12月18日清晨甘露


十二月十八日

你們要撕裂心腸,不撕裂衣服。(珥213

撕裂衣服和外面的宗教情緒的表現,是很容易表現出來的,而且也常是虛僞的;但真正的悔改卻是很困難,而且也是很鮮見的。人們常願作一些最繁多而瑣屑的宗教儀式,因爲這些事情能使肉體滿足;但真實地相信,卻很不合屬肉體之人的口味,因爲那太卑屈、太扎心、太徹底了;他們寧願喜歡一些浮誇、虛幻和屬世的事。外表的儀式是暫時安適的,既可取悅耳目,又可滿足自尊心,更可藉此靠己稱義;但他們是完全自欺的,因爲在死時和在審判的日子,人的靈魂還得靠賴比儀式和禮節更真實的東西才行。若無真實的敬虔,一切宗教的儀式都是完全虛空的;若無誠心,一切敬拜的形式都是虛僞的,幷且也是冒瀆了天上的神。

撕裂心腸是神所成就的事,幷且也能深深地感到。這種隱秘的憂傷乃是個人經驗中的事,不僅在形式方面,而且在信徒心靈的深處大大受了聖靈的感動。這幷不是徒托空言,單單相信的事,而是在永活神的每一個孩子心中所切實感到的。大大謙卑,完全除罪,然後便可嘗到恩慰的甜蜜滋味,這是高傲的人所不能領受到的;這恩乃是特特分別歸與神的選民,幷單單屬他們。

這節經文叫我們撕裂我們的心腸,但我們的心腸自有生一來,就堅硬如石;那末,怎麽行呢?我們要把我們的心腸帶到十字架下:救主死時大聲一喊磐石爲之震裂,他的聲音現在也能撕裂我們的心腸。聖靈啊!願你使我聽到耶穌死時的呼喊,好使我們的心腸裂開,正像人在悲哀之日撕裂自己的衣服一樣。


December 18

“Rend your heart, and not your garments.”—Joel 2:13

Garment-rending and
other outward signs of religious emotion, are easily manifested and are
frequently hypocritical; but to feel true repentance is far more difficult, and
consequently far less common. Men will attend to the most multiplied and minute
ceremonial regulations–for such things are pleasing to the flesh–but true
religion is too humbling, too heart-searching, too thorough for the tastes of
the carnal men; they prefer something more ostentatious, flimsy, and worldly.
Outward observances are temporarily comfortable; eye and ear are pleased;
self-conceit is fed, and self-righteousness is puffed up: but they are ultimately
delusive, for in the article of death, and at the day of judgment, the soul
needs something more substantial than ceremonies and rituals to lean upon.
Apart from vital godliness all religion is utterly vain; offered without a
sincere heart, every form of worship is a solemn sham and an impudent mockery
of the majesty of heaven.

Heart-rending is
divinely wrought and solemnly felt. It is a secret grief which is personally
experienced, not in mere form, but as a deep, soul-moving work of the Holy
Spirit upon the inmost heart of each believer. It is not a matter to be merely
talked of and believed in, but keenly and sensitively felt in every living
child of the living God. It is powerfully humiliating, and completely
sin-purging; but then it is sweetly preparative for those gracious consolations
which proud unhumbled spirits are unable to receive; and it is distinctly
discriminating, for it belongs to the elect of God, and to them alone.

The text commands us to rend our hearts, but they are
naturally hard as marble: how, then, can this be done? We must take them to
Calvary: a dying Saviour’s voice rent the rocks once, and it is as powerful
now. O blessed Spirit, let us hear the death-cries of Jesus, and our hearts
shall be rent even as men rend their vestures in the day of lamentation.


### TASK STATEMENT
When a line in the material contains the word "this", copy it.

╭─ SOURCE DATA

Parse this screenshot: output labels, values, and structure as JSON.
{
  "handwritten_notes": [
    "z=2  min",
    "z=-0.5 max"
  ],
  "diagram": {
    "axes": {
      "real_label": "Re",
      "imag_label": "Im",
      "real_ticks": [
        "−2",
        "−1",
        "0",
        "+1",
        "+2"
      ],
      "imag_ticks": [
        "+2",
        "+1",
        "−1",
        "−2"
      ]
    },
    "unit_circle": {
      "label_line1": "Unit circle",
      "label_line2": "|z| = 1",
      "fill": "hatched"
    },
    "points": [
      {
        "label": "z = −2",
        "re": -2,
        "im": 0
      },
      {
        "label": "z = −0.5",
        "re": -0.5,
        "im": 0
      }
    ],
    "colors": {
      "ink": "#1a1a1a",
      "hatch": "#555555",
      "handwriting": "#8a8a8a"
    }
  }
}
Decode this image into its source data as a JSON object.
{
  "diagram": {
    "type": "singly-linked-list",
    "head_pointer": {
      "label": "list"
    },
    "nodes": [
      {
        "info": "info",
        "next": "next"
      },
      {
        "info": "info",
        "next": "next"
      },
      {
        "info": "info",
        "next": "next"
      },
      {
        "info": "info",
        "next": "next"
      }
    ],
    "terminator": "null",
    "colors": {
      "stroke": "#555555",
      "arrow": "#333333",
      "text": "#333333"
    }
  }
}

╰─
╭─ SOURCE DATA

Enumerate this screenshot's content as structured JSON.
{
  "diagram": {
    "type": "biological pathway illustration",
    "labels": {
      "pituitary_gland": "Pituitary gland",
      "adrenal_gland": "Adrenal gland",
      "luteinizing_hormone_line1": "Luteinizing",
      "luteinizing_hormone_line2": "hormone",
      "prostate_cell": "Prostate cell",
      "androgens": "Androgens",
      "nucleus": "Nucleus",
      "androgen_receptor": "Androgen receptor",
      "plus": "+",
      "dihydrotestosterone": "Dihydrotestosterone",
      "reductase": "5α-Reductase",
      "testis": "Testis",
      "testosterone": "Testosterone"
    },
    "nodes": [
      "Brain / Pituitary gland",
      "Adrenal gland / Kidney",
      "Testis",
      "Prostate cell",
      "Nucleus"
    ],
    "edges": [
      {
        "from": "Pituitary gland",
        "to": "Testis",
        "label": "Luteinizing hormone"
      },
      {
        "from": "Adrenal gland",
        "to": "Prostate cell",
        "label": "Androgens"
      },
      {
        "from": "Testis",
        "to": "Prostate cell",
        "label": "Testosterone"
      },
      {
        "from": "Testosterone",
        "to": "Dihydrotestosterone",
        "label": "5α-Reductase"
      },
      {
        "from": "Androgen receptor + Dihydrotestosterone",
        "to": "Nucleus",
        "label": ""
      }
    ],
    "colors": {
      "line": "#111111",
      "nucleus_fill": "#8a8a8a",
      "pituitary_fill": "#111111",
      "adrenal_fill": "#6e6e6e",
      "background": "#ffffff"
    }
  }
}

╰─

### RESULT OF THE EXERCISE
Parse this screenshot: output labels, values, and structure as JSON.
Decode this image into its source data as a JSON object.
Enumerate this screenshot's content as structured JSON.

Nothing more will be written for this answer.